Ex-Surgeon General Testifies in Tobacco Suit
AP 2oct01

Julius Richmond, MD

Julius Richmond, MD

WHEELING, WV -- A former U.S. surgeon general testified Monday that cigarette makers have long been at odds with authorities trying to prevent lung cancer _ a disease he called ``the largest man-made epidemic in history.''

Dr. Julius Richmond, the nation's top public health official under President Carter from 1977 to 1981, testified in a class-action lawsuit filed by some 250,000 healthy West Virginia smokers against four tobacco companies, Philip Morris, R.J. Reynolds, Brown & Williamson and Lorillard.

The smokers, who have smoked a pack a day for at least five years without becoming sick, want an unprecedented medical monitoring program to detect lung diseases.

Richmond said that in 1954, tobacco companies issued a statement that ran in newspapers nationwide, pledging to help safeguard public health.
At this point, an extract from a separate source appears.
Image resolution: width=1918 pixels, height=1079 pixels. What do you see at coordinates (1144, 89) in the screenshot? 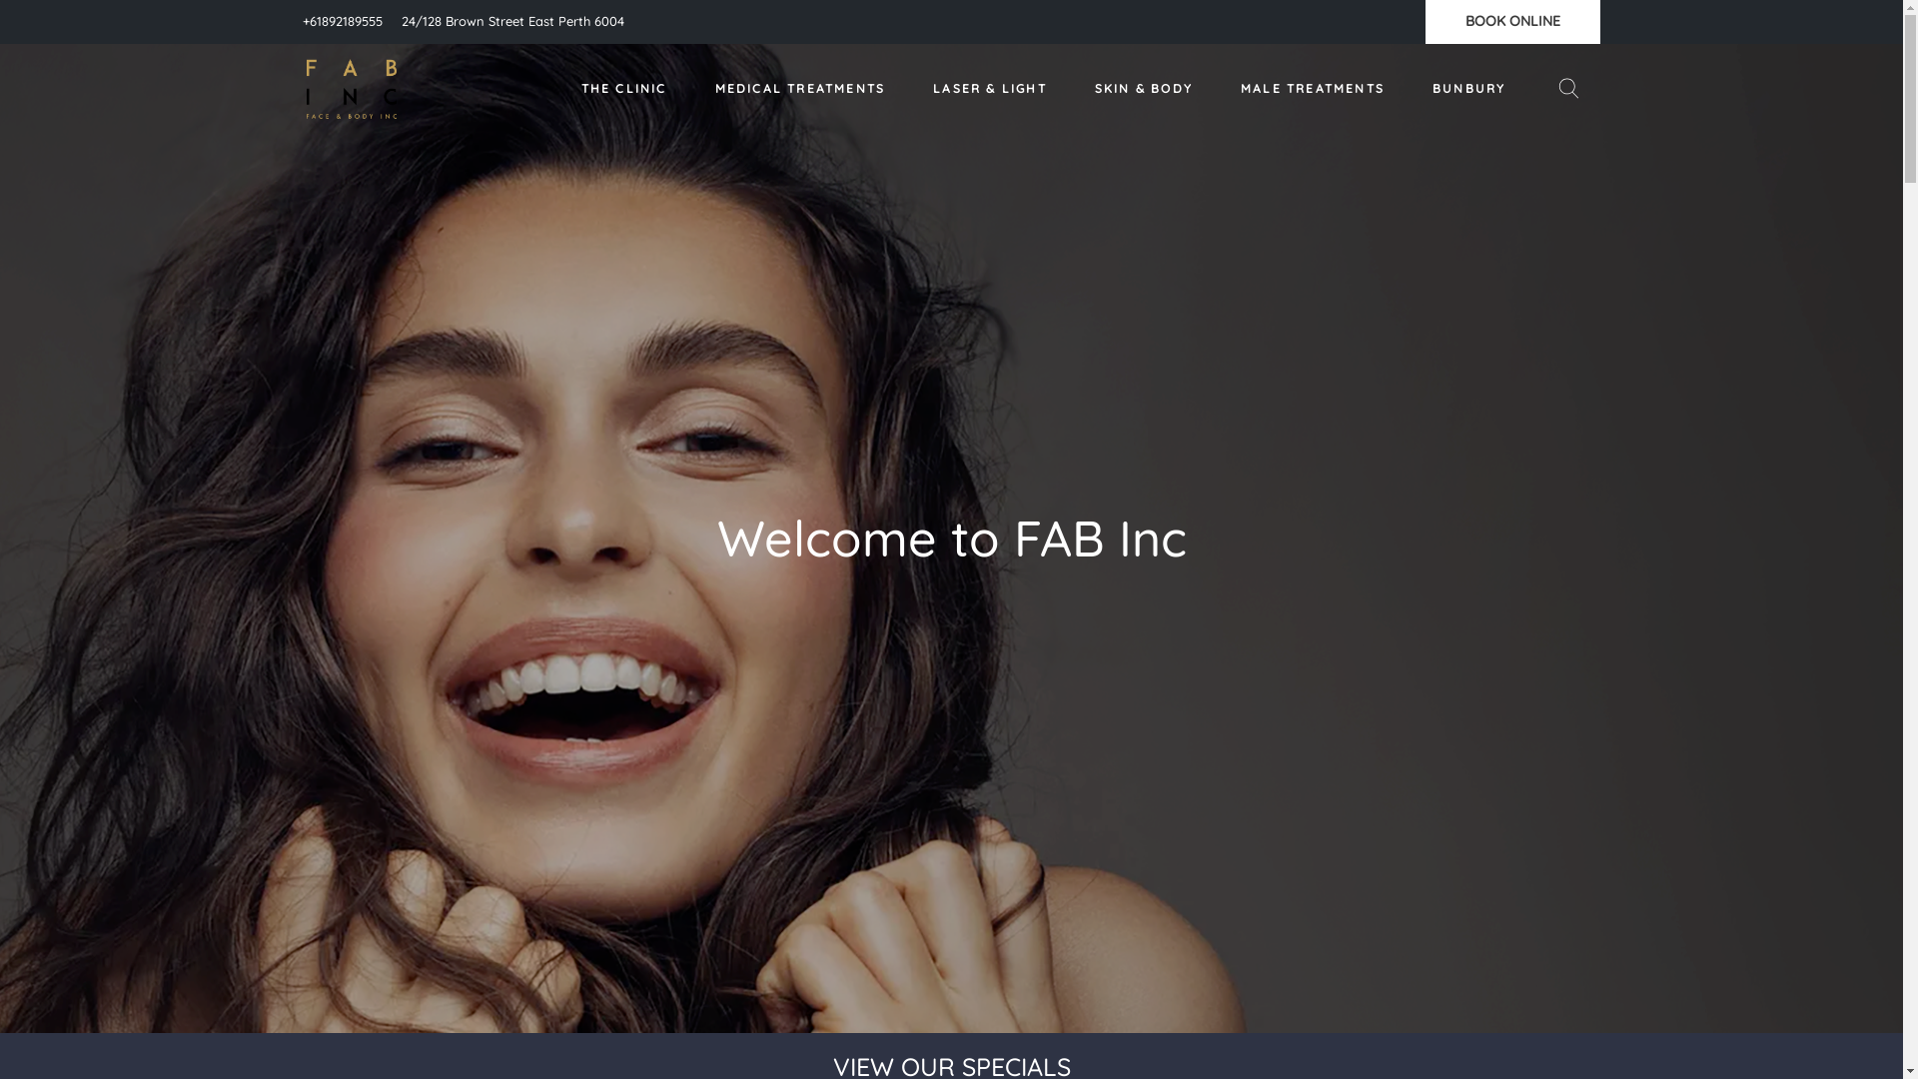
I see `SKIN & BODY` at bounding box center [1144, 89].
Instead, Richmond said, they withheld information about additives in cigarettes and held a pre-emptive news conference the day before he released his 1979 surgeon general's report, which focused in part on smoking and lung cancer.

The industry called the focus on smoking potentially ``dangerous and unfounded'' at the news conference, suggesting it diverted attention from other possible causes of lung cancer, such as air pollution.

``We were in the midst of the largest man-made epidemic in history, and that is lung cancer,'' Richmond testified.

Because lung cancer, emphysema and other diseases take time to develop, medical monitoring for smokers is ``reasonable,'' said Richmond, an 85-year-old professor emeritus at Harvard.

The industry contends there is no benefit to medical monitoring, and the best solution for smokers concerned about their future health is to quit.